Costs & Planning
What a Heat Pump Costs to Install in BC (By Home Type)
Heat pump quotes in BC range from about $4,500 to well over $25,000 installed. Here's what drives the spread — and how to tell a fair quote from a padded one.
Published 2026-07-15 · Updated 2026-07-15 · Retrofit Network

Typical installed price ranges in BC (2026)
Single-zone ductless (one outdoor unit, one indoor head — good for a condo, suite, or the main living area of a small home): roughly $4,500–$8,500 installed. Multi-zone ductless (one or two outdoor units feeding two to five indoor heads): roughly $10,000–$20,000. Central ducted (replaces or works alongside a furnace using existing ductwork): roughly $13,000–$25,000 and up, with cold-climate and higher-capacity equipment at the top of the range.
These are ranges we see in quoted BC projects, not promises — a house at the top of a mountain road in the Interior with a 60-amp panel is a very different project than a Vancouver townhouse with a 200-amp panel and short line runs. Treat any single number you read online (including these) as a starting point for comparing real quotes.
By home type: condo, townhouse, detached, older home
Condos and apartments: usually a single-zone ductless if the strata allows an outdoor unit — the low end of the price range, but strata approval and outdoor unit placement are the real constraints. Townhouses: single- or dual-zone ductless is common; expect the middle of the ductless range. Newer detached homes with ducts: a central ducted heat pump swap is often the cleanest path, mid-to-upper teens installed.

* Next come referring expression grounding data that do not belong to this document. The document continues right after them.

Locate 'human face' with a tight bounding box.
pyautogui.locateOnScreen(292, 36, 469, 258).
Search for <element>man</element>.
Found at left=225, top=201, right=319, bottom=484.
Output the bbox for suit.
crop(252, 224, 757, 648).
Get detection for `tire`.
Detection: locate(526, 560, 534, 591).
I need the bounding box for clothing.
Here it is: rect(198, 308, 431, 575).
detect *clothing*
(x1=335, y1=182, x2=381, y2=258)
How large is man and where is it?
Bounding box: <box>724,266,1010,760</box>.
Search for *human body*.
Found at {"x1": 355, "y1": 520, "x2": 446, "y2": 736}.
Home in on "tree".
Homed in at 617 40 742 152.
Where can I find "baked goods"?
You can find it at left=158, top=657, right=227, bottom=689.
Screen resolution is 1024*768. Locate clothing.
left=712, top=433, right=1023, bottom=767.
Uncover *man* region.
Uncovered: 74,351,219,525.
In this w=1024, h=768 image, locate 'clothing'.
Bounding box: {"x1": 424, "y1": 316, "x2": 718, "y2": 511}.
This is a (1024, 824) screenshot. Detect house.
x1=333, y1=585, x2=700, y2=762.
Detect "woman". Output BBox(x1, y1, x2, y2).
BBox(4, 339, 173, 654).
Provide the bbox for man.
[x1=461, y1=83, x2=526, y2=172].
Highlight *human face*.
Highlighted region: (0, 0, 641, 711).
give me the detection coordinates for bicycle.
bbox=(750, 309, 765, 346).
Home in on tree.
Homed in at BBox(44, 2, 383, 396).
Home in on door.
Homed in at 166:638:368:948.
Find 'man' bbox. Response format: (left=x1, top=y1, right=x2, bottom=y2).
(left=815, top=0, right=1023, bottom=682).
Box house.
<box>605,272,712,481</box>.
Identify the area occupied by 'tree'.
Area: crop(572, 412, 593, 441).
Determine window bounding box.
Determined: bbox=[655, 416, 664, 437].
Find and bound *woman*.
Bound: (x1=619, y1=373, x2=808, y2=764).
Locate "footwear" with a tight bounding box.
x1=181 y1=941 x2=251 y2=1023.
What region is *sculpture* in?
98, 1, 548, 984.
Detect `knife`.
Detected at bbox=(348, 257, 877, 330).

Older detached homes without ducts (common in Vancouver's pre-1970 stock): multi-zone ductless or a ducted retrofit with new ductwork — the widest cost spread, and where itemized quotes matter most.
The five things that move a BC heat pump quote
1) System type and capacity — a 3-ton cold-climate ducted unit simply costs more than a 1-ton wall head. 2) Electrical work — if your panel is full or under 200 amps, budget roughly $2,500–$5,500 for panel/service upgrades, or discuss load management as a cheaper alternative. 3) Line set and placement complexity — long refrigerant runs, wall types, and crane or scaffold access add labour. 4) Equipment tier — premium cold-climate inverter models with better low-temperature output cost more upfront and often perform noticeably better. 5) What's included after install — commissioning, permits, and rebate paperwork are part of a professional job, and cut-rate quotes often quietly exclude them.
What rebates do to the net price
Rebates can meaningfully change the net cost — commonly by several thousand dollars in BC, and much more for income-qualified households or oil-heated homes. Because programs change, we keep the specifics in our rebate stacking guide and rebates page rather than baking them into cost math here. The practical rule: get the gross quote first, then apply current program numbers you've verified yourself.
How to compare quotes like a pro
Insist on itemized quotes: equipment make/model (with AHRI reference), capacity, electrical scope, permits, commissioning, and warranty terms broken out. If one quote is thousands below the others, the difference is usually missing scope — undersized equipment, no permit, no commissioning, or no electrical work included. Ask each contractor to explain their heat-loss estimate; 'we size by square footage' is a yellow flag.
When you're ready, request quotes through Retrofit Network and compare two or three local BC installers on the same scope.
FAQ
How much does a heat pump cost for a typical BC detached house?
For a ducted whole-home system, most 2026 quotes land roughly between $13,000 and $25,000 installed before rebates, depending on capacity, equipment tier, and electrical work. Multi-zone ductless alternatives often quote $10,000–$20,000.
Is a $5,000 whole-home heat pump quote realistic?
Almost never for a whole home. That price point is realistic for a single-zone ductless unit serving one area. A whole-home quote that low usually omits permits, commissioning, electrical work, or uses undersized equipment.
Do I need an electrical panel upgrade to install a heat pump?
Not always. Many BC homes with 100-amp service can support a heat pump, especially with load-management devices. A licensed electrician or the installing contractor should do a load calculation — budget roughly $2,500–$5,500 if a panel or service upgrade is genuinely needed.
Are expensive cold-climate models worth it in BC?
In coastal BC, a mid-tier inverter unit is often sufficient. In the Interior and North, cold-climate rated equipment is usually worth the premium because it keeps producing heat efficiently at the temperatures those regions actually see.
How many quotes should I get?
Two or three itemized quotes on the same scope. More than that rarely changes the decision; fewer leaves you no baseline to spot padding or missing scope.